Where’s George?

22 December 2006



UN Backs Treaty to Ban Abduction of Perceived Enemies

The United Nations General Assembly adopted a treaty that bans the abduction of perceived enemies, prohibits the maintenance of secret detention facilities for them and forbids the killing of them. The treaty will be opened for signing at a Paris ceremony on February 6, 2007 and will enter into force a month after 20 countries ratify the text according to their constitutionally required formulae. The United States is not expected to be among them.

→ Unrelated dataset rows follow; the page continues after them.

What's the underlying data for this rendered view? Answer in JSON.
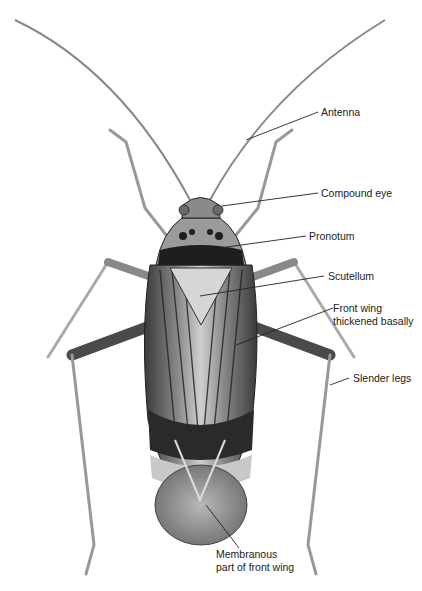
{
  "figure": {
    "labels": [
      {
        "id": "antenna",
        "lines": [
          "Antenna"
        ]
      },
      {
        "id": "compound-eye",
        "lines": [
          "Compound eye"
        ]
      },
      {
        "id": "pronotum",
        "lines": [
          "Pronotum"
        ]
      },
      {
        "id": "scutellum",
        "lines": [
          "Scutellum"
        ]
      },
      {
        "id": "front-wing",
        "lines": [
          "Front wing",
          "thickened basally"
        ]
      },
      {
        "id": "slender-legs",
        "lines": [
          "Slender legs"
        ]
      },
      {
        "id": "membranous",
        "lines": [
          "Membranous",
          "part of front wing"
        ]
      }
    ]
  }
}
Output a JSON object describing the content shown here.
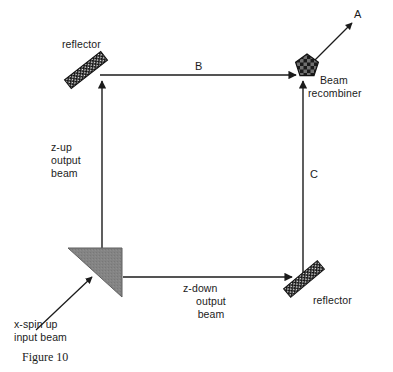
{
  "figure": {
    "caption": "Figure 10",
    "background_color": "#ffffff",
    "ink_color": "#1b1b1b",
    "splitter_fill": "#808080",
    "reflector_fill": "#161616",
    "recombiner_fill": "#1a1a1a"
  },
  "labels": {
    "reflector_top": "reflector",
    "reflector_bottom": "reflector",
    "beam_recombiner_line1": "Beam",
    "beam_recombiner_line2": "recombiner",
    "z_up_line1": "z-up",
    "z_up_line2": "output",
    "z_up_line3": "beam",
    "z_down_line1": "z-down",
    "z_down_line2": "output",
    "z_down_line3": "beam",
    "input_line1": "x-spin up",
    "input_line2": "input beam",
    "path_a": "A",
    "path_b": "B",
    "path_c": "C"
  },
  "components": {
    "beam_splitter": "beam-splitter-triangle",
    "reflector_top_left": "reflector-bar",
    "reflector_bottom_right": "reflector-bar",
    "beam_recombiner": "pentagon-checkered"
  },
  "beams": {
    "input": "x-spin up input beam",
    "up": "z-up output beam",
    "top": "B",
    "right": "C",
    "bottom": "z-down output beam",
    "output": "A"
  }
}
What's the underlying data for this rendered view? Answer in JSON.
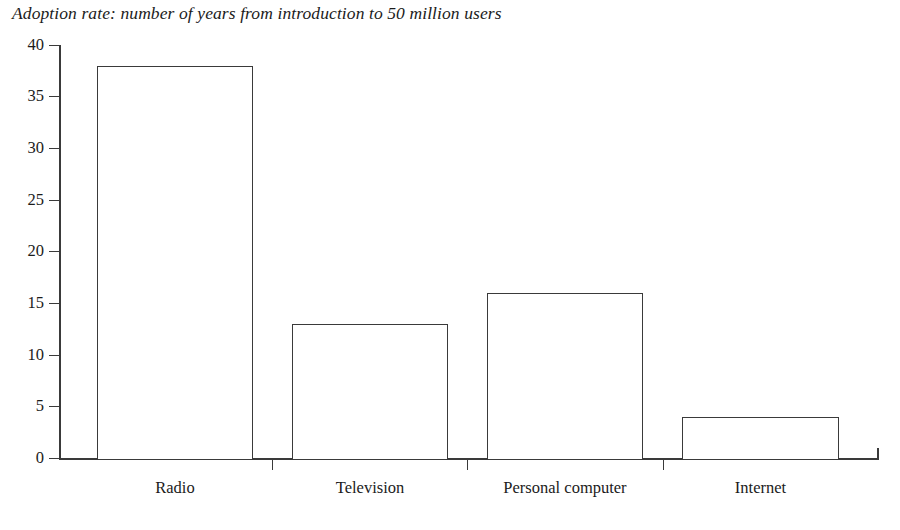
{
  "chart_data": {
    "type": "bar",
    "title": "Adoption rate: number of years from introduction to 50 million users",
    "xlabel": "",
    "ylabel": "",
    "categories": [
      "Radio",
      "Television",
      "Personal computer",
      "Internet"
    ],
    "values": [
      38,
      13,
      16,
      4
    ],
    "ylim": [
      0,
      40
    ],
    "yticks": [
      0,
      5,
      10,
      15,
      20,
      25,
      30,
      35,
      40
    ],
    "ytick_labels": [
      "0",
      "5",
      "10",
      "15",
      "20",
      "25",
      "30",
      "35",
      "40"
    ],
    "grid": false,
    "legend": null,
    "bar_fill_color": "#ffffff",
    "bar_edge_color": "#3a3a3a",
    "axis_color": "#3a3a3a",
    "text_color": "#1b1b1b",
    "background_color": "#ffffff"
  },
  "figure": {
    "title_text": "Adoption rate: number of years from introduction to 50 million users",
    "bars": [
      {
        "label": "Radio",
        "value": 38,
        "value_label": "38"
      },
      {
        "label": "Television",
        "value": 13,
        "value_label": "13"
      },
      {
        "label": "Personal computer",
        "value": 16,
        "value_label": "16"
      },
      {
        "label": "Internet",
        "value": 4,
        "value_label": "4"
      }
    ],
    "y_axis": {
      "ticks": [
        {
          "label": "40"
        },
        {
          "label": "35"
        },
        {
          "label": "30"
        },
        {
          "label": "25"
        },
        {
          "label": "20"
        },
        {
          "label": "15"
        },
        {
          "label": "10"
        },
        {
          "label": "5"
        },
        {
          "label": "0"
        }
      ]
    }
  }
}
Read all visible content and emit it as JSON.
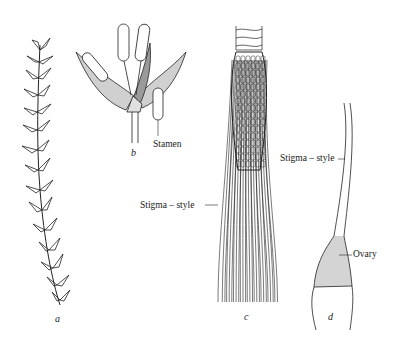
{
  "figure": {
    "panels": [
      {
        "letter": "a",
        "description": "leafy stem of plant"
      },
      {
        "letter": "b",
        "description": "floret with stamens",
        "labels": [
          "Stamen"
        ]
      },
      {
        "letter": "c",
        "description": "ear of corn with silks",
        "labels": [
          "Stigma – style"
        ]
      },
      {
        "letter": "d",
        "description": "single pistil",
        "labels": [
          "Stigma – style",
          "Ovary"
        ]
      }
    ],
    "labels": {
      "stamen": "Stamen",
      "stigma_style_c": "Stigma – style",
      "stigma_style_d": "Stigma – style",
      "ovary": "Ovary"
    },
    "letters": {
      "a": "a",
      "b": "b",
      "c": "c",
      "d": "d"
    },
    "colors": {
      "ink": "#222222",
      "stipple": "#bdbdbd",
      "background": "#ffffff"
    }
  }
}
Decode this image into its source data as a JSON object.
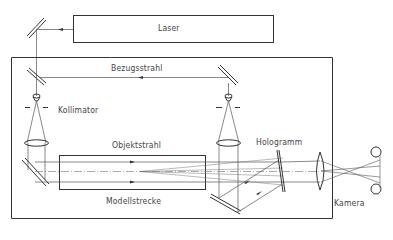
{
  "diagram": {
    "type": "optical-setup",
    "labels": {
      "laser": "Laser",
      "reference_beam": "Bezugsstrahl",
      "collimator": "Kollimator",
      "object_beam": "Objektstrahl",
      "hologram": "Hologramm",
      "test_section": "Modellstrecke",
      "camera": "Kamera"
    },
    "colors": {
      "stroke": "#333333",
      "thin_stroke": "#666666",
      "text": "#444444",
      "background": "#ffffff"
    }
  }
}
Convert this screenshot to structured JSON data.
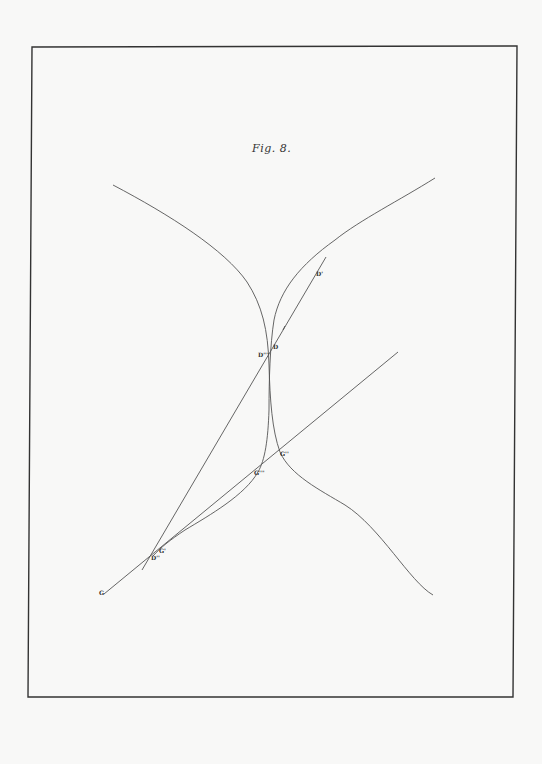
{
  "figure": {
    "title": "Fig. 8.",
    "labels": {
      "D": "D",
      "D1": "D'",
      "D2": "D''",
      "D3": "D'''",
      "G": "G",
      "G1": "G'",
      "G2": "G''",
      "G3": "G'''"
    },
    "colors": {
      "ink": "#555555",
      "frame": "#333333",
      "paper": "#f8f8f7"
    }
  }
}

The "International Convention for the Protection of All Persons from Enforced Disappearance" has been under discussion since 1992. Disappearance is best known from the South American “Dirty War” perpetrated by criminals like Leopoldo Galtieri of Argentina. Those who opposed the military regime were “disappeared,” that is, taken into custody while having that detention denied by the state. The concept of habeas corpus exists precisely to prevent this.

The treaty text offers the first definition of disappearance in international law, calling it detention, abduction, or deprivation of liberty by state agents followed by a refusal to acknowledge deprivation and a placing of those who have disappeared outside the protection of the law. It calls enforced disappearance a criminal act that cannot be justified, and says perpetrators must be sought out and brought to justice. It requires governments to outlaw secret detention and undeclared detention facilities, and establishes the right of families to learn the fate and whereabouts of relatives who have been detained. It also creates a committee to monitor the treaty’s implementation and to review individuals' complaints of disappearances that governments have not acknowledged.

The Bush administration is certain to ignore the Paris ceremony. The “rendition” of suspected Al Qaeda operatives and sympathizers to secret facilities for torture is part of the White House plan to look tough against Usama bin Laden’s lackeys. The treaty would criminalize this part of US policy. The current administration is composed of the biggest bunch of bunglers ever to acquire power in America, but not even they would sign a treat that would make them under international law.

As with any treaty, there is no enforcement mechanism other than the power of the states that sign it to pursue the ends of the treaty under their own laws. There was a time when the US would have sponsored this kind of agreement. Now, there will just be embarrassing silence.